Surprises never cease to crop up in my beloved Delhi- even in this rapidly degrading Delhi- the Delhi of urban madness, the Delhi of frequent road rage, the Delhi of traffic snarls, the Delhi of extreme poverty, the Delhi of sub-human ghettos, the Delhi of high octane opulence, the Delhi of brutish rapes, the Delhi whose residents treat the law as if it were a toy to be played with, the Delhi of land sharks with a gargantuan appetite, the Delhi of unending and prolonged power blackouts (although it is getting better now in some areas), the parched Delhi of water scarcity(getting better in some pockets) and fast depleting water level, the Delhi of shrinking green spaces, especially its lungs, the dense ridge, slaughtered mercilessly at several patches to make way for so called development projects, the Delhi, whose majestic river, the Yamuna, reduced to a gutter now, the Delhi of a large venal political class. Sadly, when I reminisce, I find this Delhi to be very different from the place where I was born and grew up in the late sixties into the early nineties.

However, surprises, which sustain the desire to continue living here, often crop up from nowhere, just when one feels a nauseating decline into an irretrievable black hole. One day, more than a decade ago, in the midst of this epic of urban decay, I chanced upon a brief episode of care, of love, which lifted my spirits, albeit for a short while.
The place where I worked then, in the vicinity of Delhiโs sprawling International Airport, there still existed a few stray pockets of greenery (although they are being rapidly consumed by a rapacious hydra headed monster). One day, as I walked along a stagnant water body, immersed in my thoughts, my reverie was broken by the shrill chirping of two birds – probably a male and a female. The birds, not the usual species one sees in Delhi (probably migratory birds), were circling over the pond and seemed panic stricken. Wary, and correctly so, of duplicitous humans, they maintained a cautious distance from me- trying to scoop down to my level, but then taking off at the last moment. Something in their incessant chirping pointed to a high level of desperation, of a crisis unfolding in a race against time.
Not the one to be blessed with Dr. Do Littleโs prowess, I shrugged off the noise to a behavior anomaly which might be inherent in this particular species. However, soon I was proved wrong, as the magnitude of the disaster struck me- on the muck infested, rotting, stagnant surface of the pond, I saw a tiny tremor, so minute that one could have missed it easily. It aroused my curiosity and I leaned a bit further. And lo and behold, trying to break free from the strangulating grip of the muck were three tiny creatures- in all possibility offspring of the panic stricken pair hovering above.
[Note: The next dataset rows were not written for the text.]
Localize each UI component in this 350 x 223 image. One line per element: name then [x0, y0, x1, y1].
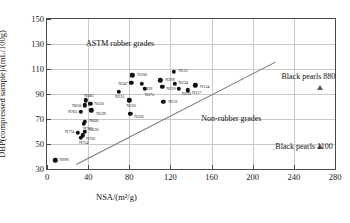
- y-tick-mark: [47, 44, 51, 45]
- data-point: [160, 84, 164, 88]
- x-tick-label: 40: [84, 172, 93, 182]
- data-point: [129, 81, 133, 85]
- y-tick-label: 150: [31, 14, 44, 24]
- data-point: [128, 112, 132, 116]
- data-point: [172, 82, 176, 86]
- y-gridline: [47, 69, 335, 70]
- data-point-label: N234: [179, 80, 188, 85]
- y-axis-title: DBP(compressed sample)/(mL/100g): [0, 30, 7, 158]
- data-point-label: N375: [145, 92, 154, 97]
- data-point-triangle: [317, 85, 323, 90]
- scatter-chart: DBP(compressed sample)/(mL/100g) NSA/(m²…: [0, 0, 350, 223]
- data-point: [171, 69, 175, 73]
- plot-area: 0408012016020024028030507090110130150N99…: [46, 18, 336, 170]
- data-point-label: N683: [84, 93, 93, 98]
- x-tick-label: 160: [205, 172, 218, 182]
- data-point: [83, 103, 87, 107]
- data-point-label: N351: [115, 94, 124, 99]
- data-point: [193, 83, 197, 87]
- data-point-label: N231: [168, 99, 177, 104]
- data-point-label: N326: [134, 114, 143, 119]
- data-point: [79, 109, 83, 113]
- data-point-label: N550: [94, 101, 103, 106]
- x-axis-title: NSA/(m²/g): [96, 192, 137, 202]
- y-tick-mark: [47, 144, 51, 145]
- data-point: [89, 108, 93, 112]
- y-tick-label: 90: [36, 89, 45, 99]
- x-tick-label: 80: [125, 172, 134, 182]
- x-tick-mark: [335, 165, 336, 169]
- y-tick-label: 70: [36, 114, 45, 124]
- data-point: [161, 99, 165, 103]
- x-tick-mark: [253, 165, 254, 169]
- x-tick-label: 200: [246, 172, 259, 182]
- x-tick-label: 280: [329, 172, 342, 182]
- x-tick-label: 0: [45, 172, 49, 182]
- data-point: [79, 136, 83, 140]
- x-tick-mark: [294, 165, 295, 169]
- data-point-label: N990: [59, 157, 68, 162]
- data-point: [76, 131, 80, 135]
- y-tick-label: 110: [32, 64, 44, 74]
- data-point: [127, 98, 131, 102]
- y-tick-mark: [47, 94, 51, 95]
- data-point-label: N539: [96, 111, 105, 116]
- data-point-label: N754: [79, 140, 88, 145]
- chart-annotation: Black pearls 880: [282, 72, 336, 81]
- y-tick-label: 50: [36, 139, 45, 149]
- x-tick-label: 240: [287, 172, 300, 182]
- x-tick-mark: [212, 165, 213, 169]
- chart-annotation: Black pearls 1100: [275, 142, 332, 151]
- data-point: [158, 78, 162, 82]
- x-tick-mark: [129, 165, 130, 169]
- chart-annotation: Non-rubber grades: [201, 114, 261, 123]
- data-point: [88, 102, 92, 106]
- y-tick-label: 130: [31, 39, 44, 49]
- chart-annotation: ASTM rubber grades: [86, 39, 154, 48]
- data-point-label: N358: [137, 72, 146, 77]
- data-point: [53, 158, 57, 162]
- x-tick-mark: [170, 165, 171, 169]
- y-tick-mark: [47, 69, 51, 70]
- data-point: [176, 87, 180, 91]
- data-point-label: N650: [72, 103, 81, 108]
- y-tick-mark: [47, 119, 51, 120]
- y-tick-mark: [47, 19, 51, 20]
- y-tick-mark: [47, 169, 51, 170]
- data-point-label: N774: [65, 129, 74, 134]
- data-point-label: N330: [126, 103, 135, 108]
- data-point: [130, 73, 134, 77]
- data-point-label: N347: [118, 81, 127, 86]
- data-point-label: N787: [83, 126, 92, 131]
- data-point-label: N117: [192, 90, 201, 95]
- data-point-label: N765: [68, 109, 77, 114]
- x-tick-label: 120: [164, 172, 177, 182]
- data-point-label: N660: [89, 118, 98, 123]
- y-tick-label: 30: [36, 164, 45, 174]
- x-tick-mark: [88, 165, 89, 169]
- data-point-label: N134: [200, 84, 209, 89]
- data-point-label: N220: [166, 86, 175, 91]
- data-point-label: N121: [179, 68, 188, 73]
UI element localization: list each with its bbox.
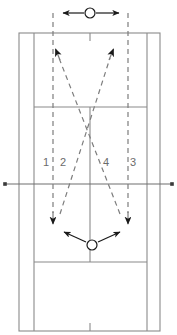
diagram-canvas: 1 2 4 3 [0,0,177,335]
bottom-movement-arrow-left [64,232,86,242]
net-post-right [170,182,174,186]
route-label-4: 4 [103,156,109,168]
route-label-1: 1 [43,156,49,168]
diagonal-to-upper-left-arrowhead [56,49,61,60]
tennis-court-diagram: 1 2 4 3 [0,0,177,335]
court-lines [3,33,174,331]
net-post-left [3,182,7,186]
bottom-movement-arrow-right [98,232,120,242]
bottom-player-marker [87,240,97,250]
diagonal-to-upper-right-arrowhead [109,49,114,60]
diagonal-to-upper-right-line [60,58,110,214]
top-player-movement [63,8,119,18]
top-player-marker [85,8,95,18]
bottom-player-movement [64,232,120,250]
route-label-3: 3 [130,156,136,168]
route-label-2: 2 [60,156,66,168]
diagonal-dashed-paths [56,49,121,214]
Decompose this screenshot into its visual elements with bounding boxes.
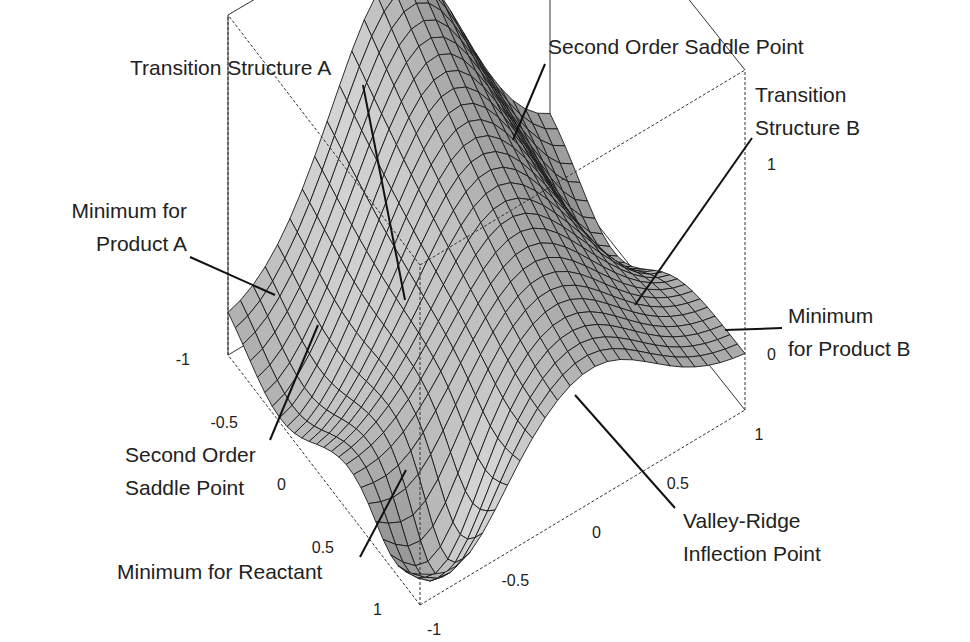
leader-line-vri bbox=[575, 395, 675, 508]
y-tick-label: 0.5 bbox=[667, 475, 689, 492]
annotation-line: Transition bbox=[755, 83, 846, 106]
annotation-ts-b: TransitionStructure B bbox=[755, 83, 860, 139]
x-tick-label: 1 bbox=[373, 601, 382, 618]
annotation-line: Minimum for bbox=[71, 199, 187, 222]
energy-surface bbox=[228, 0, 745, 581]
x-tick-label: -0.5 bbox=[210, 414, 238, 431]
annotation-line: for Product B bbox=[788, 337, 911, 360]
annotation-ts-a: Transition Structure A bbox=[130, 56, 331, 79]
annotation-min-prod-b: Minimumfor Product B bbox=[788, 304, 911, 360]
annotation-line: Second Order Saddle Point bbox=[548, 35, 804, 58]
x-tick-label: 0 bbox=[277, 476, 286, 493]
annotation-min-react: Minimum for Reactant bbox=[117, 560, 323, 583]
annotation-line: Minimum for Reactant bbox=[117, 560, 323, 583]
annotation-line: Minimum bbox=[788, 304, 873, 327]
annotation-sosp-left: Second OrderSaddle Point bbox=[125, 443, 256, 499]
annotation-line: Transition Structure A bbox=[130, 56, 331, 79]
x-tick-label: 0.5 bbox=[312, 539, 334, 556]
annotation-min-prod-a: Minimum forProduct A bbox=[71, 199, 187, 255]
z-tick-label: 1 bbox=[767, 156, 776, 173]
annotation-line: Saddle Point bbox=[125, 476, 244, 499]
annotation-line: Valley-Ridge bbox=[683, 509, 801, 532]
annotation-line: Inflection Point bbox=[683, 542, 821, 565]
x-tick-label: -1 bbox=[176, 351, 190, 368]
annotation-vri: Valley-RidgeInflection Point bbox=[683, 509, 821, 565]
annotation-line: Second Order bbox=[125, 443, 256, 466]
y-tick-label: 0 bbox=[592, 524, 601, 541]
z-tick-label: 0 bbox=[767, 346, 776, 363]
leader-line-min-prod-b bbox=[725, 328, 782, 330]
y-tick-label: 1 bbox=[755, 426, 764, 443]
y-tick-label: -1 bbox=[427, 621, 441, 638]
annotation-line: Product A bbox=[96, 232, 187, 255]
leader-line-ts-b bbox=[635, 138, 752, 305]
y-tick-label: -0.5 bbox=[501, 572, 529, 589]
annotation-sosp-top: Second Order Saddle Point bbox=[548, 35, 804, 58]
annotation-line: Structure B bbox=[755, 116, 860, 139]
surface-plot: -1-0.500.51-1-0.500.5101 Transition Stru… bbox=[0, 0, 970, 642]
The miniscule birds, barely the size of an index finger, had probably fallen into the pond, carried by a dust storm that had lashed the capital a few hours earlier. As they struggled to stay afloat in the poisonous pool (symptomatic of most water bodies in the capital), the strings of my heart (already weakened by a blood pressure problem) felt a strong tug.
I realized that the bird lings were steadily losing their battle to stay afloat against a far superior force. Somehow, I managed to shrug off my indecisiveness in the nick of time, but not before I had raised the hackles of the birds flying above. As I moved to the edge of the pond and scooped the first small bird into my palm, the paranoid birds mistook me for an enemy and made predatory gestures. But as I delicately placed it on hard ground, they realized their folly and ended the chirping, allowing me to finish rest of the task in peace. After I had rescued the last bundle of joy and placed it on the surface of mother Earth, I felt reassured, and trudged into civilized environs again. Having moved barely a few meters, I looked back, and witnessed the protective parents cuddling their young ones-exemplifying all that is human in us, but is sadly getting lost as we undergo a civilizational shift.
The unexpected experience enlivened me to the fact that hope flows eternal, even in the fast decaying Delhi, my beloved Delhi.
And where there is hope, a better future can never be far away.